━━━ DATA PROVIDED ━━━

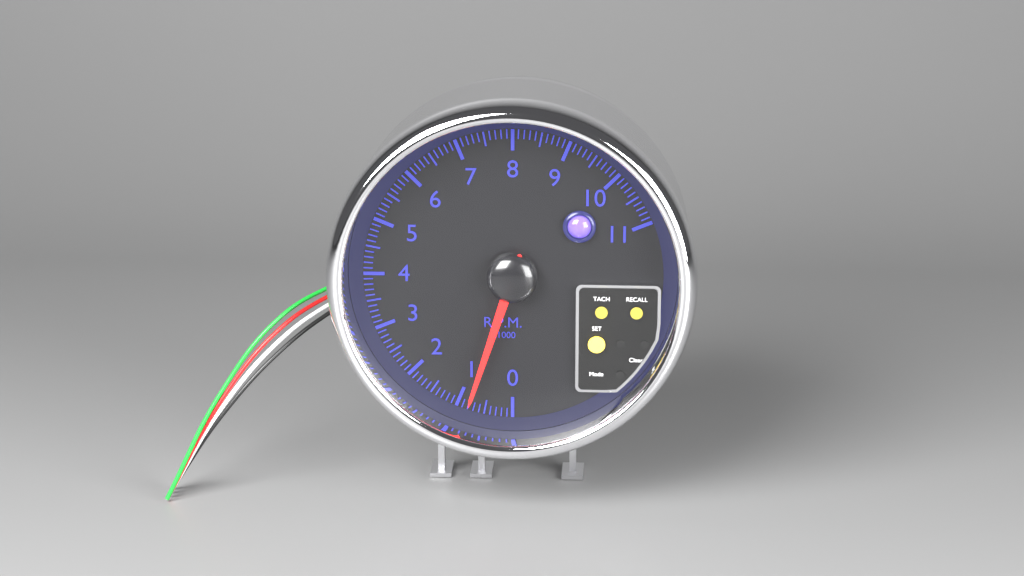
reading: 0.8 rpm x1000
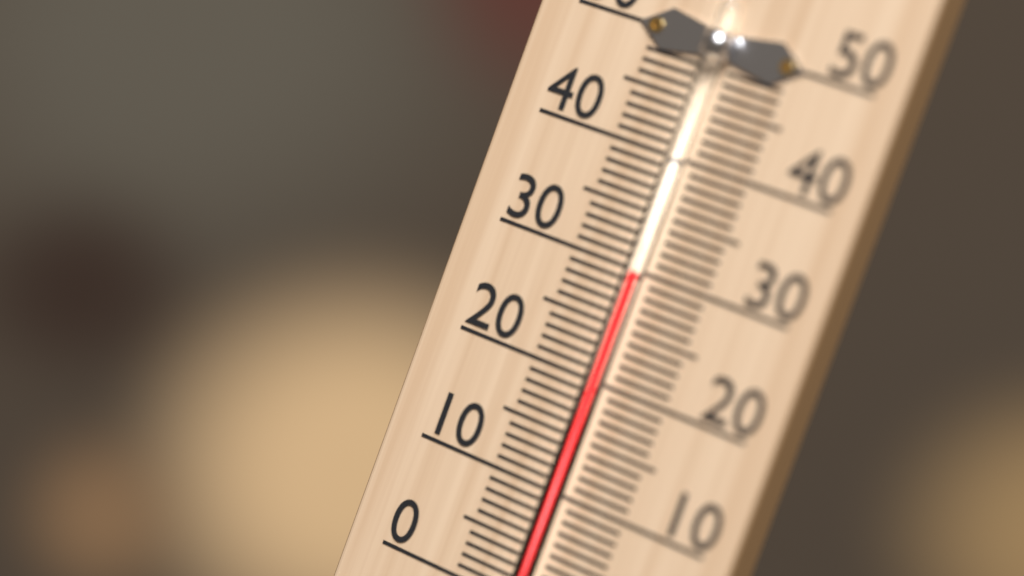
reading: 30 °C
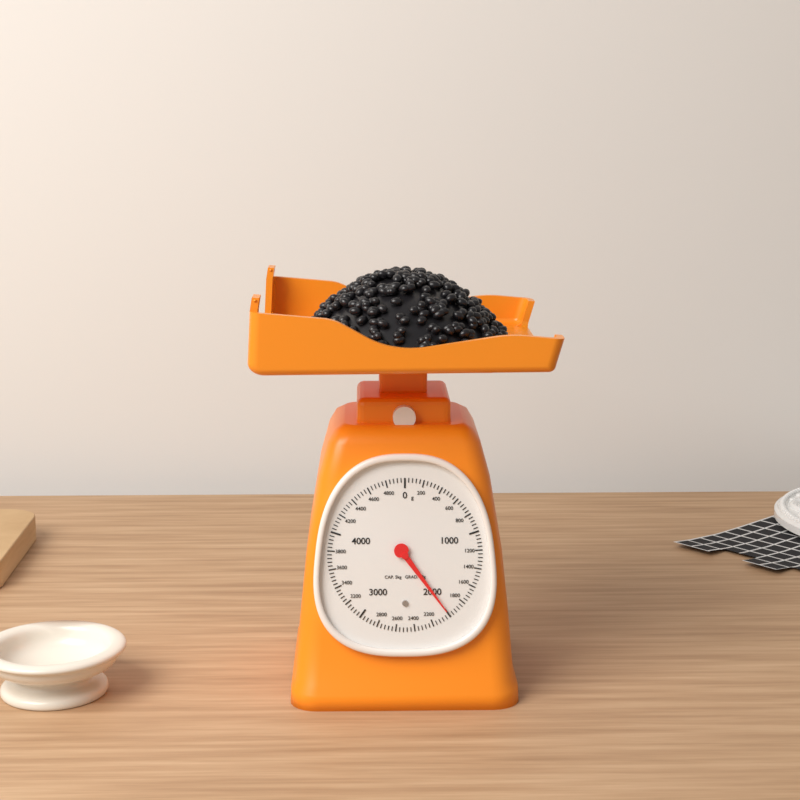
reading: 2000 g
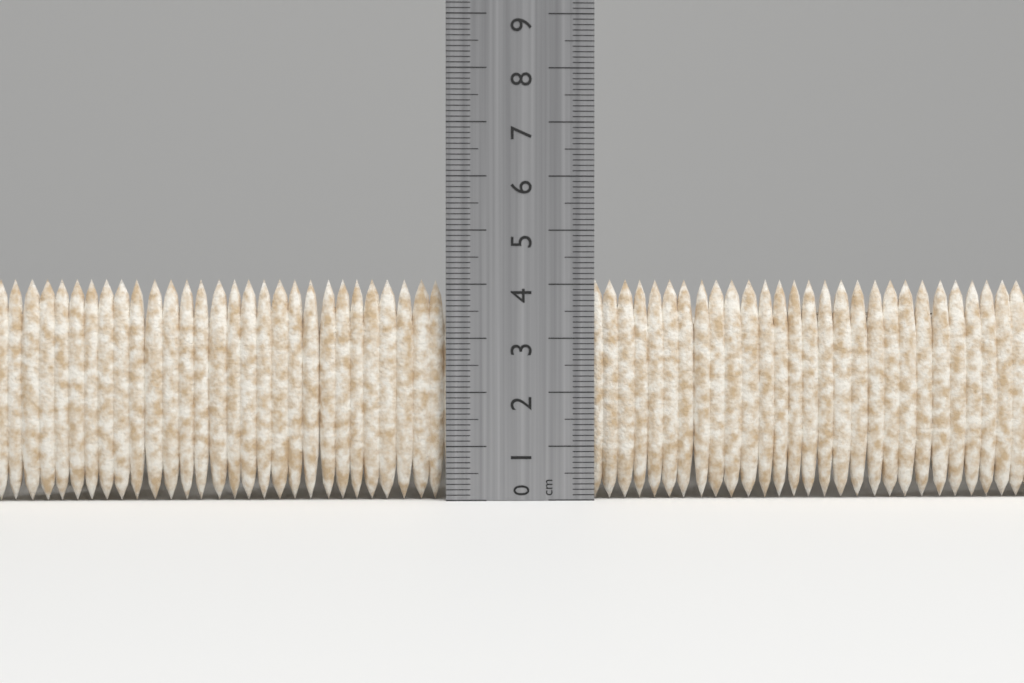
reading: 4.1 cm
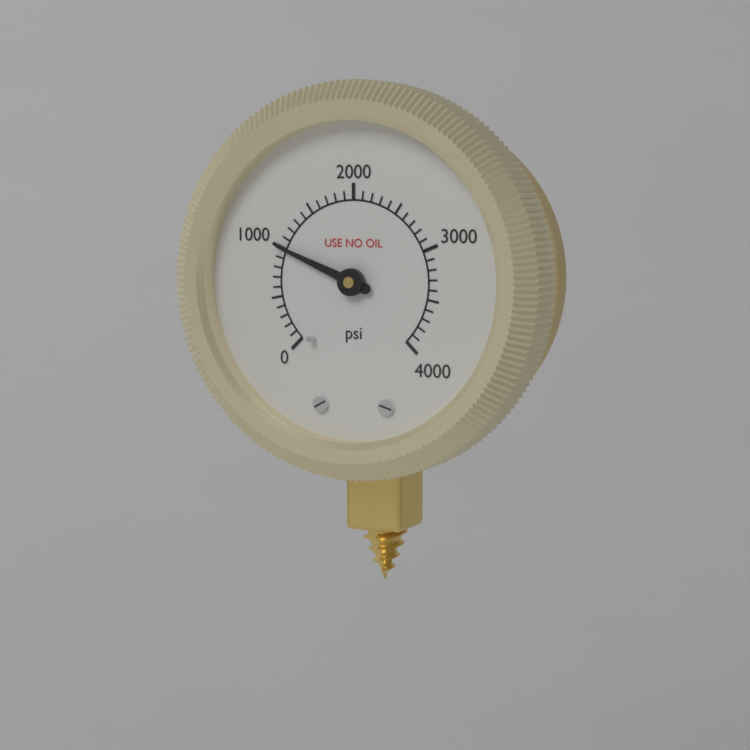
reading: 1000 psi
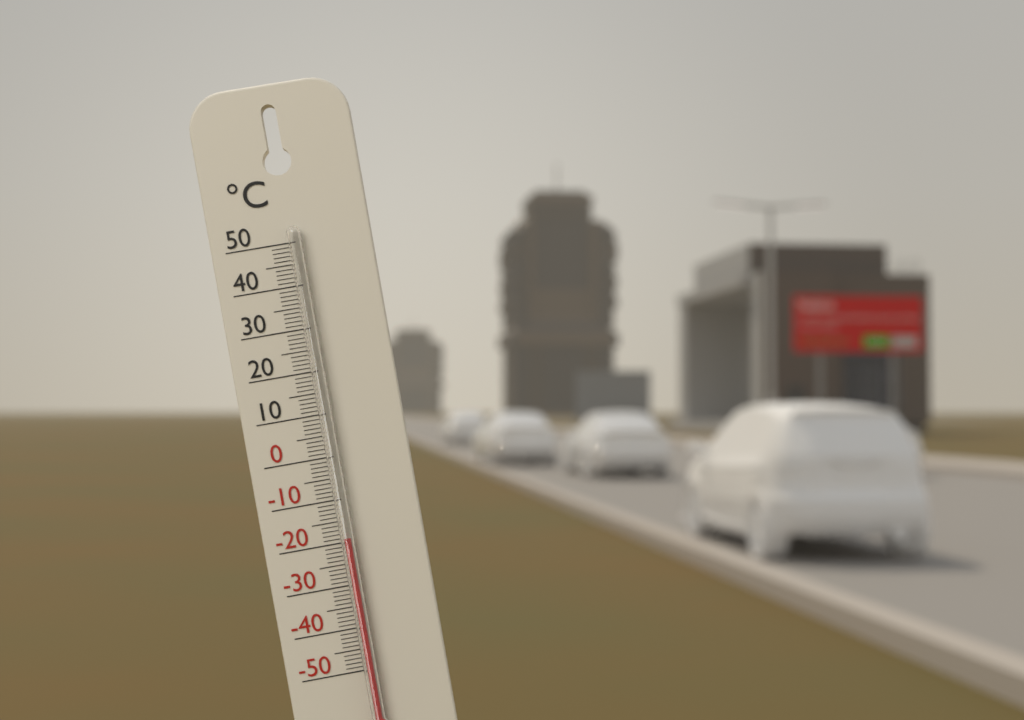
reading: -19 °C
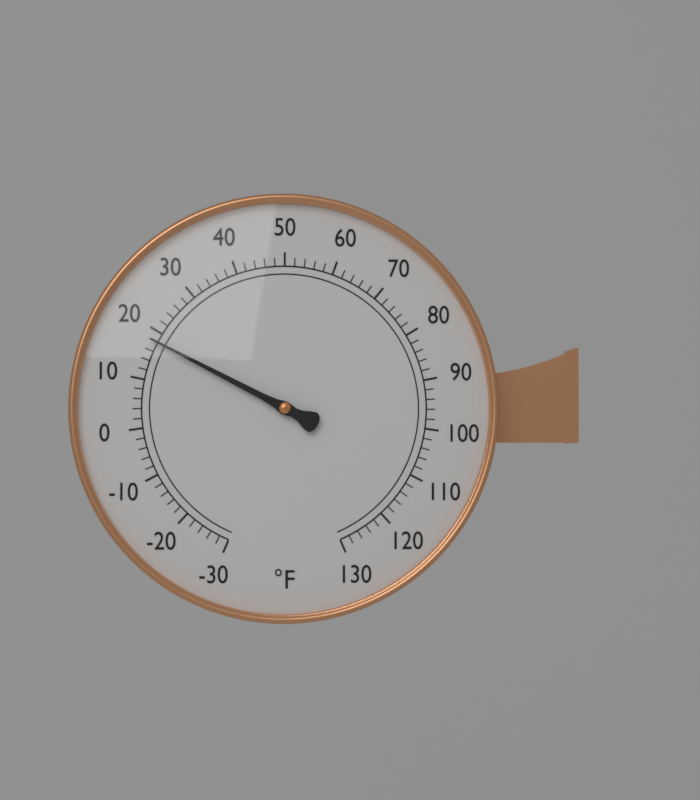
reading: 18 °F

━━━

Nothing but an exact copy of the data, without its images, should make up your answer.

reading: 0.8 rpm x1000
reading: 30 °C
reading: 2000 g
reading: 4.1 cm
reading: 1000 psi
reading: -19 °C
reading: 18 °F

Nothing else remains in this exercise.